Ask any driving enthusiast-and I would be one myself if I didn't live in Boston-what the single most important improvement to his or her car might be, and I'll bet you the answer is new tires. I discovered this long ago, in the prekids years, when I replaced the stock tires on my sports car with a suitably high-performance set. Night and day.
The reason tires have such an impact on the auto is that they're the only part of the rather sophisticated mechanism that actually touches the medium on which the machine operates. The greatest engine in the world is just a hunk of iron (OK, aluminum) if the vehicle it powers doesn't hug the road.
Which brings me to antennas. Granted, the innovations in radio design in recent years have been amazing. CDMA, OFDM, rake receivers, QAM-you name it. But all would be useless without the ability to get the signal on the air and off again. Antennas-the only part of the vehicle that touches the medium.
Years ago, antenna meant dipole. (I'll bet at this point you're wishing you'd paid more attention in that RF propagation class.) And for many years, simple diversity was more than sufficient. Data rates were low, power levels were high and range was typically rather short.
Today, of course, we expect wireless LANs (WLANs), for example, to operate at very high data rates indeed, both indoors and out, and both cellular and terrestrial broadband (e.g., WiMax) are heading that way as well. Many designers have discovered that the key to more performance (both throughput and range) now lies in advanced antennas.
What do we mean by advanced? Phased arrays are increasingly found in cellular systems. Multiple input, multiple output (MIMO), formerly a laboratory curiosity, is now available in inexpensive production WLAN equipment. A common argument against MIMO has to do with cost (hey, good tires cost more than the discount-store specials); power consumption is also sometimes mentioned. But it's all but guaranteed that 802.11n is going to be based on MIMO, probably with more optional features than any designer will ever be able to comprehend.
Still, if cost and power are issues, there must be something between diversity dipoles and MIMO.
And there is. Atheros just announced its next-generation VLocity chip set, incorporating multiple antennas-digital beam forming on the transmit side and maximal-ratio diversity combining on the other side. The company claims up to 10 dB of gain from this arrangement. Video54 also announced a digital beam-forming solution, said to be very inexpensive; Netgear is using it in a new residential access point. Interdigital has a very inexpensive steerable antenna aimed at both the cellular and Wi-Fi worlds.
MIMO antennas
All of this has led to a nascent debate on exactly what MIMO is. I've found some analysts and press people are now using the term to describe any multiple-antenna implementation. I tend to be a strict constructionist, so I still think of MIMO as an antenna system with multiple unique signals on each antenna, as opposed to just steerability or some other parameter alone. But the definition now seems all but certain to become rather broad. No surprise; this almost always happens in high tech.
And, in the long run, it doesn't really matter. The proof is in the performance, as the radio flies through the turns and accelerates down the back stretch. It's going to become quite clear which designs work, and which belong at the discount store.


*WORK INSTRUCTIONS*. Write out each entry below exactly. Do not include the images.

*** PROVIDED MATERIAL ***

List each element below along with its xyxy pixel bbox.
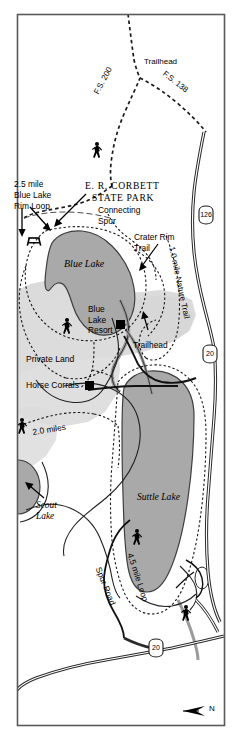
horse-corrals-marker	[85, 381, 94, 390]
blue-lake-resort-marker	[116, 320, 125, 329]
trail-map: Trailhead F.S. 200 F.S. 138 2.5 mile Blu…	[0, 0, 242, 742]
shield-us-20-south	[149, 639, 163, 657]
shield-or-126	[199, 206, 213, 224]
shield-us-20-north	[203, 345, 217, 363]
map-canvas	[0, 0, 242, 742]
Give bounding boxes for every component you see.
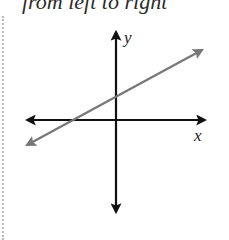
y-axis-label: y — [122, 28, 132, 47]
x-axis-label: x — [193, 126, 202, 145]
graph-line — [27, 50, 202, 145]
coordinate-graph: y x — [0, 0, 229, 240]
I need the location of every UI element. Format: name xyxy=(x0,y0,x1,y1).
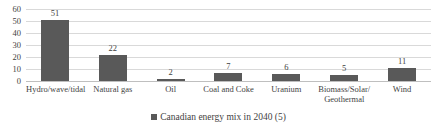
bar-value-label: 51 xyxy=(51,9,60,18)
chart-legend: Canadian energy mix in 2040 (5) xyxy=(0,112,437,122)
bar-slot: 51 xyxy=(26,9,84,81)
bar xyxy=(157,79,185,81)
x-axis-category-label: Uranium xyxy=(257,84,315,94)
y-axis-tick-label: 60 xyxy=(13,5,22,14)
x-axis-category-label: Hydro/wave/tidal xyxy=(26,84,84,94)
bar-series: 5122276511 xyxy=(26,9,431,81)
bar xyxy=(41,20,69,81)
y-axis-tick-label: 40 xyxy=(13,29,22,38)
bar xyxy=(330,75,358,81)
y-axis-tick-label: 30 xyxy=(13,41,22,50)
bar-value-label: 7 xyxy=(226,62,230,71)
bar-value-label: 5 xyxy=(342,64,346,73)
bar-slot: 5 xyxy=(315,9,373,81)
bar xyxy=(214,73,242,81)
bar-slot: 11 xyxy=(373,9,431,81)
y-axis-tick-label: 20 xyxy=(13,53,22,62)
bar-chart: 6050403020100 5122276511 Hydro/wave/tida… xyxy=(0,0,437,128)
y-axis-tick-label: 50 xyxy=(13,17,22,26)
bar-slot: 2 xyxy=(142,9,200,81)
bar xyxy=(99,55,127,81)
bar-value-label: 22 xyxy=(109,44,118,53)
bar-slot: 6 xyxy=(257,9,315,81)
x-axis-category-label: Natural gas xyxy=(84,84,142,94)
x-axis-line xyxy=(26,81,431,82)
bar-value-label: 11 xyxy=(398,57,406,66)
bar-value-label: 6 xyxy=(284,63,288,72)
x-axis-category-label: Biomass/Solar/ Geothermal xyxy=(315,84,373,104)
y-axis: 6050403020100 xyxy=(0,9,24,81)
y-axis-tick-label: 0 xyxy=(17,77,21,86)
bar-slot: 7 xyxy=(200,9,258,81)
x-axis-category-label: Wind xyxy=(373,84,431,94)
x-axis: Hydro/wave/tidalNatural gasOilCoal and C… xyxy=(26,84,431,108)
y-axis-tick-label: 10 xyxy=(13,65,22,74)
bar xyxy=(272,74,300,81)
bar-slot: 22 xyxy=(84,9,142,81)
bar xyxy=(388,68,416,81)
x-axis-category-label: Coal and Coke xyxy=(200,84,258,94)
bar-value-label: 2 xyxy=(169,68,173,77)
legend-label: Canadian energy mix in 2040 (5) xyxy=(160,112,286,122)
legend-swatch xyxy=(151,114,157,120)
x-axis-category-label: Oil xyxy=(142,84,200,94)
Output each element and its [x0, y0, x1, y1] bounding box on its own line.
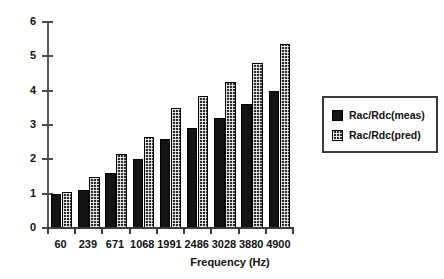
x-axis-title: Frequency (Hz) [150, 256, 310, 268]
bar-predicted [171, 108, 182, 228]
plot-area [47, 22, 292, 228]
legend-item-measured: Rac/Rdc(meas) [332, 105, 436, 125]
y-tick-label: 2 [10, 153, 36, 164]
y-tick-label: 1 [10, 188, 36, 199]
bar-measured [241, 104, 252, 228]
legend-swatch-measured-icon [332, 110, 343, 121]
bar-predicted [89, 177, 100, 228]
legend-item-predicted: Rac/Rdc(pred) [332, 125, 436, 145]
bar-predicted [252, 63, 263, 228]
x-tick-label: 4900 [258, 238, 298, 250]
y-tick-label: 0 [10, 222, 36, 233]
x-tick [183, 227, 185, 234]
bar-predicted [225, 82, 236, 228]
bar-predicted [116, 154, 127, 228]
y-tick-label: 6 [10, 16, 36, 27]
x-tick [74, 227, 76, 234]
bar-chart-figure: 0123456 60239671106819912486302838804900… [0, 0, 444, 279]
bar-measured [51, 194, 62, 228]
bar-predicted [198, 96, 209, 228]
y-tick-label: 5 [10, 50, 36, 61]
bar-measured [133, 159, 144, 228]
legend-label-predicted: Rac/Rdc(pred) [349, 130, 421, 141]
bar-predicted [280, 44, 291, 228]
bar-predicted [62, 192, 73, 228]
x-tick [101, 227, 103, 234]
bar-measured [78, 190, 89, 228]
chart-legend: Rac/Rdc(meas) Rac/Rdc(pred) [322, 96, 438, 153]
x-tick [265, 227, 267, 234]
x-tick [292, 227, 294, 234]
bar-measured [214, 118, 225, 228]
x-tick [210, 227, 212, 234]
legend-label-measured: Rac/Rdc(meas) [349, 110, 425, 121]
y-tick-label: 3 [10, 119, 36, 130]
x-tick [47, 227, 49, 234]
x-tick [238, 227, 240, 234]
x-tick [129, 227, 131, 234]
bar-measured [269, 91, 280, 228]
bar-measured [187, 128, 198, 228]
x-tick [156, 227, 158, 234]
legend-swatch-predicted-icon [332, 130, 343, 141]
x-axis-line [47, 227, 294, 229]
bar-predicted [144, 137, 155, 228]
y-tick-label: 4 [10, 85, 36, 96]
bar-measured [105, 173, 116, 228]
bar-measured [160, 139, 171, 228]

*** End of PROVIDED MATERIAL ***

*YOUR SOLUTION*.
List each element below along with its xyxy pixel bbox.
horse-corrals-marker	[85, 381, 94, 390]
blue-lake-resort-marker	[116, 320, 125, 329]
trail-map: Trailhead F.S. 200 F.S. 138 2.5 mile Blu…	[0, 0, 242, 742]
shield-us-20-south	[149, 639, 163, 657]
shield-or-126	[199, 206, 213, 224]
shield-us-20-north	[203, 345, 217, 363]
map-canvas	[0, 0, 242, 742]
Give bounding boxes for every component you see.
y-axis-label: y — [122, 28, 132, 47]
x-axis-label: x — [193, 126, 202, 145]
graph-line — [27, 50, 202, 145]
coordinate-graph: y x — [0, 0, 229, 240]
I need the location of every UI element. Format: name xyxy=(x0,y0,x1,y1).
bar-value-label: 51 xyxy=(51,9,60,18)
chart-legend: Canadian energy mix in 2040 (5) xyxy=(0,112,437,122)
bar-slot: 51 xyxy=(26,9,84,81)
bar xyxy=(157,79,185,81)
x-axis-category-label: Uranium xyxy=(257,84,315,94)
y-axis-tick-label: 60 xyxy=(13,5,22,14)
x-axis-category-label: Hydro/wave/tidal xyxy=(26,84,84,94)
bar-series: 5122276511 xyxy=(26,9,431,81)
bar xyxy=(41,20,69,81)
y-axis-tick-label: 40 xyxy=(13,29,22,38)
bar xyxy=(330,75,358,81)
y-axis-tick-label: 30 xyxy=(13,41,22,50)
bar-value-label: 7 xyxy=(226,62,230,71)
bar-value-label: 5 xyxy=(342,64,346,73)
bar-slot: 5 xyxy=(315,9,373,81)
bar xyxy=(214,73,242,81)
bar-slot: 11 xyxy=(373,9,431,81)
y-axis-tick-label: 20 xyxy=(13,53,22,62)
bar-chart: 6050403020100 5122276511 Hydro/wave/tida… xyxy=(0,0,437,128)
y-axis-tick-label: 50 xyxy=(13,17,22,26)
bar-slot: 2 xyxy=(142,9,200,81)
bar xyxy=(99,55,127,81)
bar-value-label: 22 xyxy=(109,44,118,53)
bar-slot: 6 xyxy=(257,9,315,81)
x-axis-category-label: Natural gas xyxy=(84,84,142,94)
x-axis-line xyxy=(26,81,431,82)
bar-value-label: 11 xyxy=(398,57,406,66)
bar-value-label: 6 xyxy=(284,63,288,72)
x-axis-category-label: Biomass/Solar/ Geothermal xyxy=(315,84,373,104)
y-axis: 6050403020100 xyxy=(0,9,24,81)
y-axis-tick-label: 0 xyxy=(17,77,21,86)
bar-slot: 7 xyxy=(200,9,258,81)
x-axis-category-label: Wind xyxy=(373,84,431,94)
x-axis: Hydro/wave/tidalNatural gasOilCoal and C… xyxy=(26,84,431,108)
y-axis-tick-label: 10 xyxy=(13,65,22,74)
bar xyxy=(272,74,300,81)
bar-slot: 22 xyxy=(84,9,142,81)
bar xyxy=(388,68,416,81)
x-axis-category-label: Coal and Coke xyxy=(200,84,258,94)
bar-value-label: 2 xyxy=(169,68,173,77)
legend-label: Canadian energy mix in 2040 (5) xyxy=(160,112,286,122)
legend-swatch xyxy=(151,114,157,120)
x-axis-category-label: Oil xyxy=(142,84,200,94)
Output each element and its [x0, y0, x1, y1] bounding box on its own line.
x-axis-title: Frequency (Hz) [150, 256, 310, 268]
bar-predicted [171, 108, 182, 228]
plot-area [47, 22, 292, 228]
legend-item-measured: Rac/Rdc(meas) [332, 105, 436, 125]
y-tick-label: 2 [10, 153, 36, 164]
y-tick-label: 1 [10, 188, 36, 199]
bar-measured [241, 104, 252, 228]
legend-swatch-measured-icon [332, 110, 343, 121]
bar-predicted [89, 177, 100, 228]
legend-item-predicted: Rac/Rdc(pred) [332, 125, 436, 145]
bar-predicted [252, 63, 263, 228]
x-tick-label: 4900 [258, 238, 298, 250]
y-tick-label: 0 [10, 222, 36, 233]
x-tick [183, 227, 185, 234]
bar-predicted [225, 82, 236, 228]
bar-predicted [116, 154, 127, 228]
y-tick-label: 6 [10, 16, 36, 27]
x-tick [74, 227, 76, 234]
bar-chart-figure: 0123456 60239671106819912486302838804900… [0, 0, 444, 279]
bar-measured [51, 194, 62, 228]
bar-predicted [198, 96, 209, 228]
y-tick-label: 5 [10, 50, 36, 61]
bar-measured [133, 159, 144, 228]
legend-label-predicted: Rac/Rdc(pred) [349, 130, 421, 141]
bar-predicted [280, 44, 291, 228]
bar-predicted [62, 192, 73, 228]
x-tick [101, 227, 103, 234]
bar-measured [78, 190, 89, 228]
chart-legend: Rac/Rdc(meas) Rac/Rdc(pred) [322, 96, 438, 153]
x-tick [265, 227, 267, 234]
x-tick [292, 227, 294, 234]
bar-measured [214, 118, 225, 228]
x-tick [210, 227, 212, 234]
legend-label-measured: Rac/Rdc(meas) [349, 110, 425, 121]
y-tick-label: 3 [10, 119, 36, 130]
x-tick [47, 227, 49, 234]
x-tick [238, 227, 240, 234]
x-tick [129, 227, 131, 234]
bar-measured [269, 91, 280, 228]
bar-measured [187, 128, 198, 228]
x-tick [156, 227, 158, 234]
legend-swatch-predicted-icon [332, 130, 343, 141]
x-axis-line [47, 227, 294, 229]
bar-predicted [144, 137, 155, 228]
y-tick-label: 4 [10, 85, 36, 96]
bar-measured [105, 173, 116, 228]
bar-measured [160, 139, 171, 228]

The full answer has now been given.